Empowering homeowners
Homeowners do not need to become heating experts themselves, but understanding which questions to ask can significantly improve the quality of the final installation.
The guidance CIBSE produces for professionals is essential. But informed consumers are also among the most powerful ways to raise standards across the sector. When homeowners engage a heating designer or installer, they rely heavily on professional expertise. However, the heat pump transition is taking place during a period of rapid industry change, where experience levels and approaches can vary significantly.
This creates a risk that some systems may not deliver the comfort, efficiency or running costs homeowners expect.
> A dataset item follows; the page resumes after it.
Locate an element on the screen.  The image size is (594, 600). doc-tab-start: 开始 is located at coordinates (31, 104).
Not because homeowners are expected to do the technical work themselves, but because informed customers are more likely to receive clearer explanations and better service.
That is the thinking behind the new consumer-focused heat pump factsheet, developed by the CIBSE DBSP. It is a free resource that explains, in straightforward language, what a good heat pump installation process should involve and which questions homeowners should ask at each stage.
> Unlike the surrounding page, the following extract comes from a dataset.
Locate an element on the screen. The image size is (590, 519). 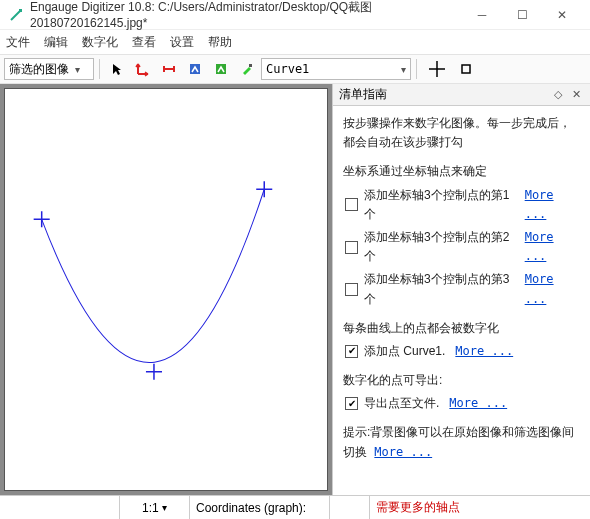
box-icon is located at coordinates (466, 69).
During the design stage, homeowners should expect a clear explanation of:
- How the property’s heat loss has been assessed
- What temperature the system is designed to operate at
- How radiators or underfloor heating have been selected
- What level of comfort and efficiency the system is expected to deliver
This is where the System Criteria Document introduced in the Domestic Heating Design Guide becomes especially valuable. It gives homeowners a clear record of the design decisions behind their heating system.
If this information cannot be clearly explained or documented, homeowners should feel confident asking further questions before proceeding.
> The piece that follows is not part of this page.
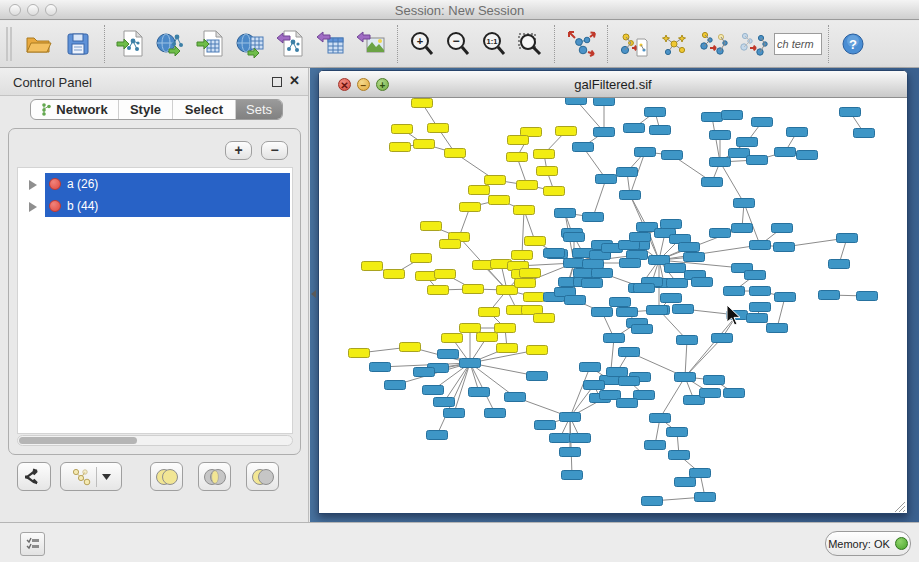  Describe the element at coordinates (798, 44) in the screenshot. I see `search-input: ch term` at that location.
Commissioning and handover
After installation, the factsheet explains what commissioning should involve and why it matters. Commissioning is far more than a box-ticking exercise. It is the process of setting the system up correctly so that it performs efficiently in real-world conditions. This includes balancing heating circuits, configuring controls, verifying hot-water performance, and ensuring weather-compensation settings operate correctly.
A heat pump that is well-designed but poorly commissioned may underperform from day one. The homeowner who understands this is empowered to ask:
- Has the system been fully commissioned?
- Can the commissioning record be provided?
- Have the controls been properly explained?
These are reasonable and important questions that should form part of any professional installation process.
The factsheet has already reached a wider audience beyond the building services industry. CIBSE’s Technical Director, Dr Anastasia Mylona, discussed it on a recent episode of BBC Radio 4’s You and Yours programme, helping bring discussion about heat pumps and home energy systems into the mainstream consumer conversation.
There is a growing public appetite for clear, independent and technically grounded advice on low-carbon heating technologies, in a media landscape that tends toward either uncritical promotion or equally uncritical scepticism.
The bigger picture
The FHBS has provided much-needed clarity about the future direction of home heating in the UK. But policy clarity alone does not guarantee successful delivery. Regulations and guidance in isolation will not be enough without a properly trained and competent workforce.
CIBSE continues to stress that the regulatory framework must be supported by mandatory competence requirements and long-term investment in training. The transition to low-carbon heating is already underway. The challenge now is ensuring the transition delivers real benefits in practice, for homeowners, for the industry, and for the UK’s wider net-zero ambitions.